I picked up a copy of THE HISTORIAN: a novel by Elizabeth Kostova (2007) on a free book exchange rack at my local public library.
This novel, which is about a multi-generational search for the grave of Count Dracula, is more of a historical novel than it is a horror novel.
Dracula was a historical figure who lived in the 15th century in Transylvania and Wallachia, regions of what is now Rumania.
His life overlapped with the fall of Constantinople to the Ottoman Turks. He was known for his cruelty to both his subjects and the Turkish enemy.
The framing story is a narration by a history professor, living in the present, about her attempt as a 16-year-old in 1972 to discover the truth about her father and his interest in the Dracula legend.

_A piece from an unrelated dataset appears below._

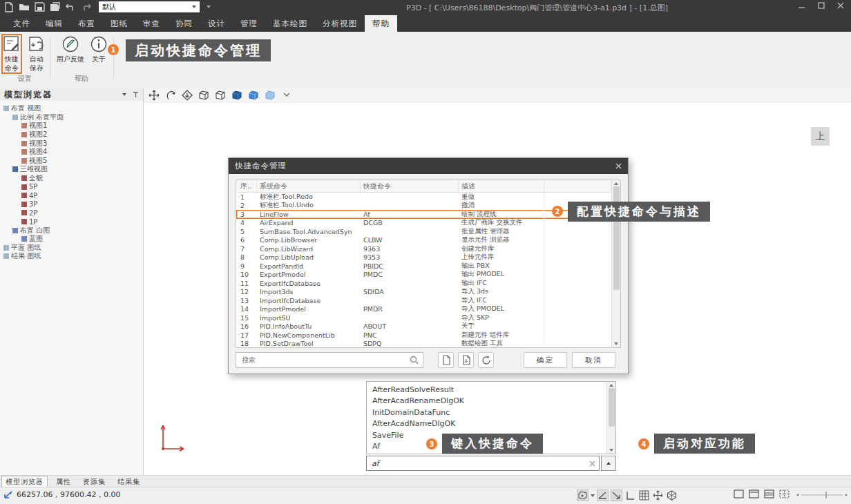  What do you see at coordinates (822, 495) in the screenshot?
I see `zoom-slider` at bounding box center [822, 495].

We then revert to 1954 and a narration by her father, a young graduate student in history, of his quest to save his advisor and mentor who has been taken by Dracula. The quest takes him and a mysterious young woman to Turkey, Hungary and Bulgaria.
Within this narration are letters by the mentor of his journey in 1930 to Rumania, where he discovers the original (but empty) burial-place of the Count.

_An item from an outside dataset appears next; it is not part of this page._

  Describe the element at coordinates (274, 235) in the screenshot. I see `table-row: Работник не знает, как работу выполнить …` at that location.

The 642-page novel moves at a leisurely pace, which I didn’t mind but others might. I like her sketches of the life and landscape in all the countries that the characters visit. Kostova is a marvelous descriptive writer and, from what I can tell, a meticulous researcher.
We get a glimpse of the struggles between Turkish Muslims and Orthodox Christians in the 15th century Balkans. These wars were as murderous, heroic and tragic as World Wars One and Two, and, as the conflict in Bosnia shows, they aren’t completely over yet.
Near he end, we get to meet the Count, visit his library and hear him explain that inasmuch as human nature is basically corrupt, the only kind of perfection that is possible is perfection in evil.
The book’s layered history reminds me of Rebecca West’s great book, Black Lamb and Grey Falcon, which is about her travels through Yugoslavia in the late 1930s and how the past lives in the present.
I would have liked an appendix telling what is fact and what is fiction in the novel, but evidently the author preferred to maintain the pretense that this is a true story.